Her nephew, however, judges her rightly. Aunt Jessie could give him no truer proof of faithful affection than in the serenity with which she resolves to take him to this centre of gaiety.
Whereupon, you are to note this, that the end of all right education for a woman is to make her love her home better than any other place; that she should as seldom leave it as a queen her queendom; nor ever feel entirely at rest but within its threshold.
For her boy, however, there are things to be seen in Bath, and to be learned. “I acquired the rudiments of reading from an old dame near our lodgings, and I had never a more regular teacher, though I think I did not attend her more than a quarter of a year. An occasional lesson from my aunt supplied the rest.” Yes, little Walter. If we indeed have a mind to our book, that is all the teaching we want; we shall perhaps get through a volume or two in time.
“The circumstances I recollect of my residence in Bath are but trifling; yet I never recall them without a feeling of pleasure. The beauties of the Parade (which of them I know not), with the river Avon winding around it, and the lowing of the cattle from the opposite hills, are warm in my recollection, and are only rivalled by the splendours of a toy-shop somewhere near the Orange Grove. I had acquired, I know not by what means, a kind of superstitious terror for statuary of all kinds. No ancient Iconoclast or modern Calvinist could have looked on the outside of the Abbey Church (if I mistake not, the principal church at Bath is so called,) with more horror than the image of Jacob’s Ladder, with all its angels, presented to my infant eye. My uncle[9] effectually combated my terrors, and formally introduced me to a statue of Neptune, which perhaps still keeps guard at the side of the Avon, where a pleasure-boat crosses to Spring Gardens.”
“A sweet retreat”—Spring Gardens (again I quote Miss Lydia)—“laid out in walks, and ponds, and parterres of flowers, and hard by the Pamprom is a coffee-house for the ladies, but my aunt says young girls are not admitted, inasmuch as the conversation turns upon politics, scandal, philosophy, and other subjects above our capacity.” Is aunt Janet old enough and clever enough for the company, I wonder? And Walter—what toys did he mostly covet in the Orange Grove?

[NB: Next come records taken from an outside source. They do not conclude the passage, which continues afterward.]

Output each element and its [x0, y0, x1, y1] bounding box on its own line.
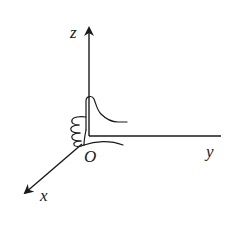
- z-axis-label: z: [69, 23, 77, 42]
- right-hand-icon: [71, 97, 127, 147]
- origin-label: O: [84, 147, 96, 166]
- x-axis: [25, 144, 82, 193]
- x-axis-label: x: [39, 186, 48, 205]
- y-axis-label: y: [204, 142, 214, 161]
- coordinate-system-diagram: z O y x: [0, 0, 240, 226]
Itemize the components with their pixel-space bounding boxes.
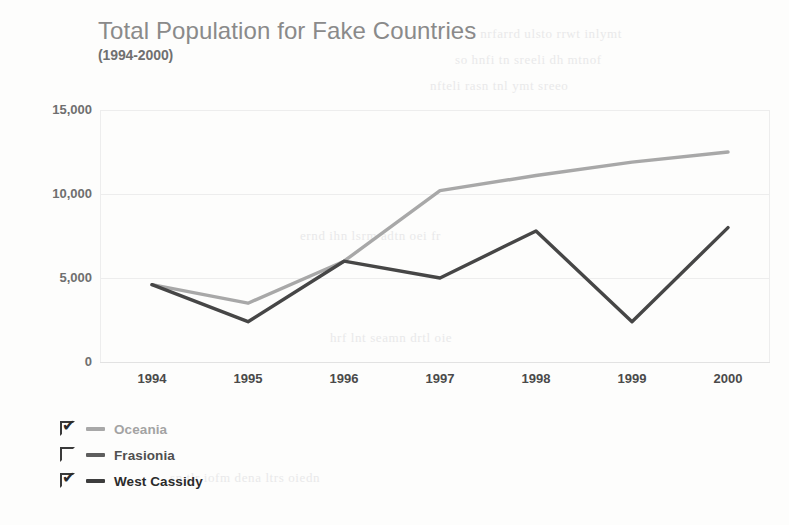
chart-header: Total Population for Fake Countries (199… bbox=[98, 18, 476, 63]
gridline-15000 bbox=[100, 110, 770, 111]
y-tick-label: 0 bbox=[16, 354, 92, 369]
checkbox-box-icon bbox=[60, 447, 75, 462]
chart-page: a nrfarrd ulsto rrwt inlymt so hnfi tn s… bbox=[0, 0, 789, 525]
x-tick-label: 1998 bbox=[522, 371, 551, 386]
x-tick-label: 1996 bbox=[330, 371, 359, 386]
legend-label-oceania: Oceania bbox=[114, 422, 167, 437]
gridline-0 bbox=[100, 362, 770, 363]
legend-color-swatch bbox=[86, 479, 105, 483]
scan-artifact-line: nfteli rasn tnl ymt sreeo bbox=[430, 78, 568, 94]
gridline-10000 bbox=[100, 194, 770, 195]
checkmark-icon: ✔ bbox=[62, 418, 75, 434]
x-tick-label: 1999 bbox=[618, 371, 647, 386]
plot-area bbox=[100, 110, 770, 363]
x-tick-label: 2000 bbox=[714, 371, 743, 386]
chart-title: Total Population for Fake Countries bbox=[98, 18, 476, 44]
legend-label-frasionia: Frasionia bbox=[114, 448, 175, 463]
legend-checkbox-oceania[interactable]: ✔ bbox=[60, 421, 77, 438]
checkmark-icon: ✔ bbox=[62, 470, 75, 486]
legend-item-west-cassidy[interactable]: ✔ West Cassidy bbox=[60, 468, 203, 494]
scan-artifact-line: a nrfarrd ulsto rrwt inlymt bbox=[470, 26, 622, 42]
legend-label-west-cassidy: West Cassidy bbox=[114, 474, 203, 489]
x-tick-label: 1994 bbox=[138, 371, 167, 386]
y-tick-label: 15,000 bbox=[16, 102, 92, 117]
x-tick-label: 1995 bbox=[234, 371, 263, 386]
y-tick-label: 5,000 bbox=[16, 270, 92, 285]
legend-checkbox-west-cassidy[interactable]: ✔ bbox=[60, 473, 77, 490]
legend-color-swatch bbox=[86, 427, 105, 431]
x-tick-label: 1997 bbox=[426, 371, 455, 386]
scan-artifact-line: so hnfi tn sreeli dh mtnof bbox=[455, 52, 602, 68]
chart-subtitle: (1994-2000) bbox=[98, 47, 476, 63]
gridline-5000 bbox=[100, 278, 770, 279]
legend-checkbox-frasionia[interactable] bbox=[60, 447, 77, 464]
chart-legend: ✔ Oceania Frasionia ✔ West Cassidy bbox=[60, 416, 203, 494]
legend-item-frasionia[interactable]: Frasionia bbox=[60, 442, 203, 468]
legend-item-oceania[interactable]: ✔ Oceania bbox=[60, 416, 203, 442]
y-tick-label: 10,000 bbox=[16, 186, 92, 201]
legend-color-swatch bbox=[86, 453, 105, 457]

The passage about the effect of sculpture upon him is intensely interesting to me, partly as an indication of the state of his own nascent imagination, partly as illustrative of the power of religious sculpture, meant to terrify, on the minds of peasant children of high faculty. But I cannot dwell on this point here: I must get on to his first sight of a play. The third Fors—still favourable to him—appoints it to be “As you like it.”
A never-to-be-forgotten delight, influencing him in his whole nature thenceforward. It is uncle Robert’s doing this, aunt Jessie having been probably doubtful on the matter, but irresistibly coaxed. Uncle Robert has much to answer for! How much, I can’t tell you to-day; nor for a while now, for I have other matters on hand in the next Fors or two—Glacier theory, and on the road to it I must not let you forget the broom-market between Berne and Thun; and I’ve got to finish my notes on Friedrich and his father, who take more noticing than I expected; besides that I’ve Friedrich II. of Germany to give some account of; and all my Oxford work besides. I can only again and again beg the many valued correspondents whose letters I must abruptly answer, to remember that not one word on any of these subjects can be set down without care; and to consider what the length of a day is, under existing solar arrangements.
Meantime, here is a point for you to think of. The boy interrupts the first scene of the play by crying aloud, “An’t they brothers?”—(the third Fors had appointed for him that one day he should refuse to speak to his own;)—and long remembers the astonishment with which he “looked upon the apathy of the elder part of our company, who, having the means, did not spend every evening at the theatre.”